Honeypots mailing list archives

Re: Question


From: "Tom Wright" <tom () keyfocus net>
Date: Tue, 19 Aug 2003 09:58:53 +0100


Hmm, I'm beginning to think the concept of 'medium' or 'middle'
interaction may be a bad term.  It may be better to just think in
terms of 'low' interaction and 'high' interaction.  Low interaction
being emulated (Specter, KFSensor, Tiny Honeypot), high interaction
being real systems or applications (ManTrap, Honeynets).

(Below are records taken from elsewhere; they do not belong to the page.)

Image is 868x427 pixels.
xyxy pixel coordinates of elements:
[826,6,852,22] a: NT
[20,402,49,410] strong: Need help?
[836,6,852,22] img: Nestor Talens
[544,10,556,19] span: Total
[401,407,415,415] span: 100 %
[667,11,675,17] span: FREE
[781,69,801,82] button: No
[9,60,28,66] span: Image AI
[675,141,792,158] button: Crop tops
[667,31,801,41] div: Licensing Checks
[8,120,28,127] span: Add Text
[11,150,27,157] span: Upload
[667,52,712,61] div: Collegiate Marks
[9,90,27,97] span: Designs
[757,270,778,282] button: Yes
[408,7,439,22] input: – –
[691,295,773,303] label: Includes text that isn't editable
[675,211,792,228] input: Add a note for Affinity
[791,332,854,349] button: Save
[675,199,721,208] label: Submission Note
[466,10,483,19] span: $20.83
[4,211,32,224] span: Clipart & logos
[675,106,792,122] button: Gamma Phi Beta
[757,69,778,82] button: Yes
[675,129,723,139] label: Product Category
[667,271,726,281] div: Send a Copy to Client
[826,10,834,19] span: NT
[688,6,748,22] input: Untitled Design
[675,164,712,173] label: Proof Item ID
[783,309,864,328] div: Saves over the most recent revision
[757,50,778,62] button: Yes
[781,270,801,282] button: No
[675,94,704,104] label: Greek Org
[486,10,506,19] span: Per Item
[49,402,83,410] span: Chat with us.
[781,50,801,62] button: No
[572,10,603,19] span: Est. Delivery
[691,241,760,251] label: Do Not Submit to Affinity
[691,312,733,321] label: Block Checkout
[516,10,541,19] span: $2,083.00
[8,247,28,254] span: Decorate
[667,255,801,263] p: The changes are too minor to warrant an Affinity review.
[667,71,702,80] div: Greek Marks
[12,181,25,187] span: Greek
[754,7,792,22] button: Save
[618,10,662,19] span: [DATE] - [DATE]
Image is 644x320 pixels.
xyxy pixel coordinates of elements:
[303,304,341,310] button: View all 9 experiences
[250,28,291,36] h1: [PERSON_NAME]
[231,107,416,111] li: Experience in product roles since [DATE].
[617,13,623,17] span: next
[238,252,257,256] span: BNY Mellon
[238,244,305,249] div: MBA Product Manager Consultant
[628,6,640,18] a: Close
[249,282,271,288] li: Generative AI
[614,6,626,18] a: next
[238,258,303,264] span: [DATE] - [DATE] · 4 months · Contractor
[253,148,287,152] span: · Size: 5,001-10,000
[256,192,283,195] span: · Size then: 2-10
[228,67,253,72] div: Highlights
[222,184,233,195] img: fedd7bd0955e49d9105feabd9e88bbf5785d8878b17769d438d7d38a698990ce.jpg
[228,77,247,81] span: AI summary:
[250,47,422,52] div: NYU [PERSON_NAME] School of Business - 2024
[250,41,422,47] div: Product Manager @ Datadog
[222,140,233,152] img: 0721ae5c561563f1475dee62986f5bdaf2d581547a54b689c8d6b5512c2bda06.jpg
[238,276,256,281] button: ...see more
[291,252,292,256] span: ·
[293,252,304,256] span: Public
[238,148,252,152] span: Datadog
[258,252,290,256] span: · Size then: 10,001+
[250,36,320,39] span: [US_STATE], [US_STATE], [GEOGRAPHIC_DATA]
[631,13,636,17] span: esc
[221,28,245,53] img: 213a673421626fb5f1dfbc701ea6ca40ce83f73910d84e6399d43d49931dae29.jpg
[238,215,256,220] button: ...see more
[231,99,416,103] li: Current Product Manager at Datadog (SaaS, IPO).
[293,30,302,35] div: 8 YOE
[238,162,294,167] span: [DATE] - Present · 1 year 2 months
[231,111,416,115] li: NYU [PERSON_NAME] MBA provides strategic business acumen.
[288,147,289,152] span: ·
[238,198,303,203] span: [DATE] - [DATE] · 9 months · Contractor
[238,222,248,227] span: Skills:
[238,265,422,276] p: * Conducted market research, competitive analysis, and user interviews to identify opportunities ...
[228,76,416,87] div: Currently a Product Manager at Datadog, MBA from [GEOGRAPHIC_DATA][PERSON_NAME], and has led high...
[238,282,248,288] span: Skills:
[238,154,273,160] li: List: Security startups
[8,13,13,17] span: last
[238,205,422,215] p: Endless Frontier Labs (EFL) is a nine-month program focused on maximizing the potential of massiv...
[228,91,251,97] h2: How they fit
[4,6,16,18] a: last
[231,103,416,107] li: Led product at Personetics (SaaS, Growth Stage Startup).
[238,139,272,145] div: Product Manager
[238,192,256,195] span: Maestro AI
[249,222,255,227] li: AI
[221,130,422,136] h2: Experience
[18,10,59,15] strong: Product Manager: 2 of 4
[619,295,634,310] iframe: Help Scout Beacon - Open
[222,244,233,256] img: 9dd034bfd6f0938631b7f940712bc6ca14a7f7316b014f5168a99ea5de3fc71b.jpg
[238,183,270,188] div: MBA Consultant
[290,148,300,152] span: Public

The lines between 'medium' and 'low' are becoming more blured when it comes
to classifying products.
It makes sense to distinguish honeypots based on emulations from real
systems, this is a clear line.

However classifying all emulation software as 'low interaction' is a bit
misleading.

For example here is how I would define levels of an SMTP server interaction.
The first three levels can all be done by emulation and of course a real
system can do all four.

Low interaction: Display server banner and allow attacker to attempt to log
on, but reject all user/passwords.
Medium interaction: Allow attacker to log on and send emails to the server.
High interaction: Allow the attacker to use the server to relay mail to
anywhere on the internet.
Very high interaction: Allow attacker complete admin control of the SMTP
server, or to execute a succesful buffer overflow attack.

Maybe we need two distinctions one to say real/emulation and another one to
indicate the level of functionality on offer.